Okay, so it's just an image on a two-dimensional screen, but he can move it around, sketching invisible lines on the mousepad. London. A large, terraced house in St John's Way, N19. It looks much the same. as it did back in 1981. The software won't let him but, in his mind's eye it's easy to walk in through the front door, to make his way upstairs to the second-floor flat they've just rented.
The sun is pouring through the window, through the rainbow sticker they'd recently bought from the local wholefood shop. They were feeling optimistic. Right now, he's alone. His other half is out, working an early shift. From where he stands, he can see the sky and the rooftops of the flats opposite. He can hear the noise of invisible traffic going past, two floors below. The noise is less unpleasant than he'd expected. It's quite comforting in fact. Within a day or two of moving in, he'd come to realise that when he heard it, he knew he was at home. The hum of the cars. The roar of the double-decker busses. Sometimes he opens the window and leans out, looking down on it all and smoking a cigarette. He never smokes indoors. The landlord and landlady, who live downstairs, had only wanted non-smokers but they were young and very easy-going. They'd all hit it off immediately. They were more like friends. They all even take it in turns to cook a shared meal every week. The rent is cheap.
He takes his brown corduroy bomber-jacket down from the back of the door. He feels in the pocket for his cigarettes. Twenty Embassy. Well, a half-full box. That should see him through. Matches. He makes his way down to the street.
This is the way it was.
He turns right, towards the Archway Roundabout. As he does so, he lights his first cigarette of the day. He crosses a sideroad, Prospero Road. He didn't know Shakespeare's The Tempest back then, so didn't associate the name with his favourite Shakespeare play. He carries on round the bend, past the privet hedges which conceal the tiny gardens of the terraced houses. On his left, the long, low block of council flats is still there. As he clicks the mouse, moving on further down the street, he is surprised to see that so little has changed.
At the roundabout, he negotiates the pedestrian crossings that take him across the Holloway Road. It strikes him that he has, neither back then nor since, actually been in the Archway Tavern, the pub that still stands marooned on the island, in the centre of the swirling traffic. He turns down Junction Road. He walks past the long shop windows of the Co-op supermarket. Once, when he'd been walking past on his way home from work, he'd had to cross to the other side. A bus had lost control as it approached a bus-stop there and careered into the shop front. There were shards of plate-glass everywhere. The pavement and the shopfront had been red with blood. He'd never seen so much blood. The next day, the windows had been covered over with sheets of plywood.

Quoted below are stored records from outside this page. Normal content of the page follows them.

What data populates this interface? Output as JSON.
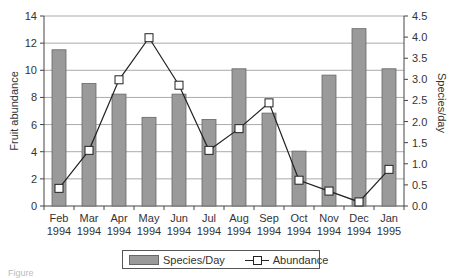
{
  "chart_data": {
    "type": "bar+line",
    "title": "",
    "categories": [
      "Feb 1994",
      "Mar 1994",
      "Apr 1994",
      "May 1994",
      "Jun 1994",
      "Jul 1994",
      "Aug 1994",
      "Sep 1994",
      "Oct 1994",
      "Nov 1994",
      "Dec 1994",
      "Jan 1995"
    ],
    "category_lines": [
      [
        "Feb",
        "1994"
      ],
      [
        "Mar",
        "1994"
      ],
      [
        "Apr",
        "1994"
      ],
      [
        "May",
        "1994"
      ],
      [
        "Jun",
        "1994"
      ],
      [
        "Jul",
        "1994"
      ],
      [
        "Aug",
        "1994"
      ],
      [
        "Sep",
        "1994"
      ],
      [
        "Oct",
        "1994"
      ],
      [
        "Nov",
        "1994"
      ],
      [
        "Dec",
        "1994"
      ],
      [
        "Jan",
        "1995"
      ]
    ],
    "series": [
      {
        "name": "Species/Day",
        "type": "bar",
        "axis": "right",
        "color": "#9a9a9a",
        "values": [
          3.7,
          2.9,
          2.65,
          2.1,
          2.65,
          2.05,
          3.25,
          2.2,
          1.3,
          3.1,
          4.2,
          3.25
        ]
      },
      {
        "name": "Abundance",
        "type": "line",
        "axis": "left",
        "marker": "open-square",
        "color": "#222222",
        "values": [
          1.3,
          4.1,
          9.3,
          12.4,
          8.9,
          4.1,
          5.7,
          7.6,
          1.9,
          1.1,
          0.3,
          2.7
        ]
      }
    ],
    "left_axis": {
      "label": "Fruit abundance",
      "ylim": [
        0,
        14
      ],
      "ticks": [
        "0",
        "2",
        "4",
        "6",
        "8",
        "10",
        "12",
        "14"
      ]
    },
    "right_axis": {
      "label": "Species/day",
      "ylim": [
        0,
        4.5
      ],
      "ticks": [
        "0.0",
        "0.5",
        "1.0",
        "1.5",
        "2.0",
        "2.5",
        "3.0",
        "3.5",
        "4.0",
        "4.5"
      ]
    },
    "grid": true,
    "legend_position": "bottom"
  },
  "legend": {
    "bar_label": "Species/Day",
    "line_label": "Abundance"
  },
  "caption": "Figure"
}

He finishes the cigarette, dropping it between the bars of a drain cover, keen not to burn the soles of his Doc Marten boots. He feels sure there is a way through the pedestrian precinct opposite but the mouse won't take him there. All it'll do is shift the image from side to side. Figures in a blurred background do their best to create a 3D impression. A virtual no-go zone. The images are clearly from a few years ago as a number of pedestrians are wearing face-masks. He carries on down Junction Road towards Tufnell Park. When he reaches the pet shop he turns right, up Bredgar Road. It's a long, straight road lined on both sides, at first, with more low blocks of flats. He passes Hargrave School, an imposing Victorian building which he has no memory of. He has a vague memory, though, of St Peter's Church, now converted into flats, which stands at the top of the road, at the junction with Dartmouth Park Hill. He remembers how, seen from further down the hill, it plays a significant part in the skyline.
He turns left. He's almost there. To his surprise the building's still standing. He half-expected to discover it'd been bulldozed to make way for some luxury development, but no. He still looks back on that first job with affection. He was often five minutes late although they tended to be tolerant, as he often left late, too. Five minutes was one thing, though - forty-five years was pushing it.